Indecision in New Delhi over the pace and scope of economic reform will continue to frustrate U.S. desires for greater commercial interaction.  Indian leaders also are unlikely to heed the president’s call to support Western policies on Iran and Myanmar.  And one-off defense contracts aside, New Delhi still seems unwilling to countenance the full-fledged strategic collaboration Washington envisions.  As Sumit Ganguly points out, there is not yet much sustained discussion in India about what it brings to the table.

As the trip’s warm afterglow begins to fade in the months ahead, Americans are bound to question whether India is living up to its side of the grand bargain that first George W. Bush and now Barack Obama have laid out.

 

Author

David J. Karl

David J. Karl is president of the Asia Strategy Initiative, an analysis and advisory firm that has a particular focus on South Asia.

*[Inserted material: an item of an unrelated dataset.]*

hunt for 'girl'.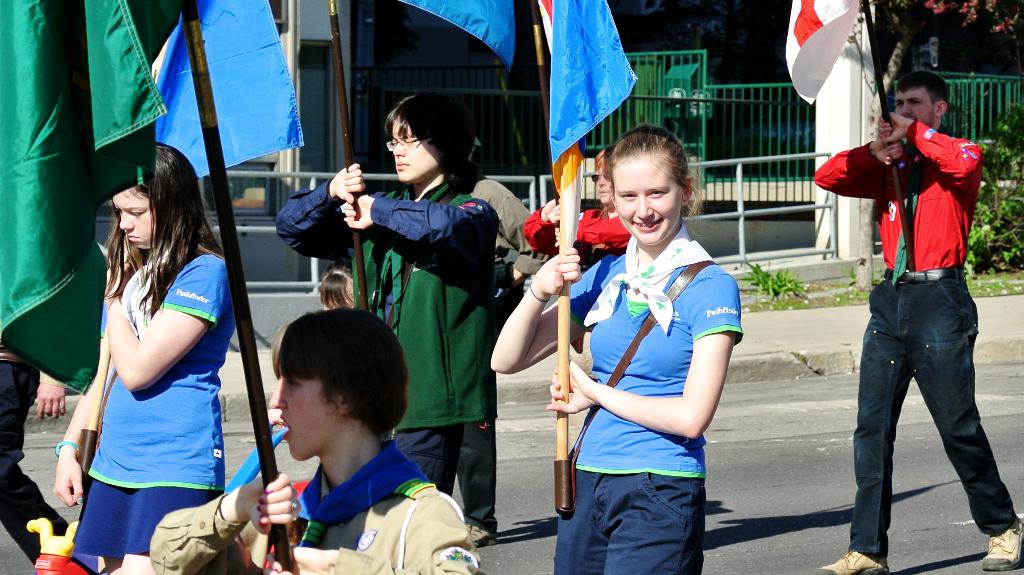
Hunted down at crop(150, 307, 483, 574).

He serves on the board of counselors of Young Professionals in Foreign Policy and previously on the Executive Committee of the Southern California chapter of TiE (formerly The Indus Entrepreneurs), the world's largest not-for-profit organization dedicated to promoting entrepreneurship.

David previously served as director of studies at the Pacific Council on International Policy, in charge of the Council’s think tank focused on foreign policy issues of special resonance to the U.S West Coast, and was project director of the Bi-national Task Force on Enhancing India-U.S. Cooperation in the Global Innovation Economy that was jointly organized by the Pacific Council and the Federation of Indian Chambers & Industry. He received his doctorate in international relations at the University of Southern California, writing his dissertation on the India-Pakistan strategic rivalry, and took his masters degree in international relations from the Johns Hopkins University School of Advanced International Studies.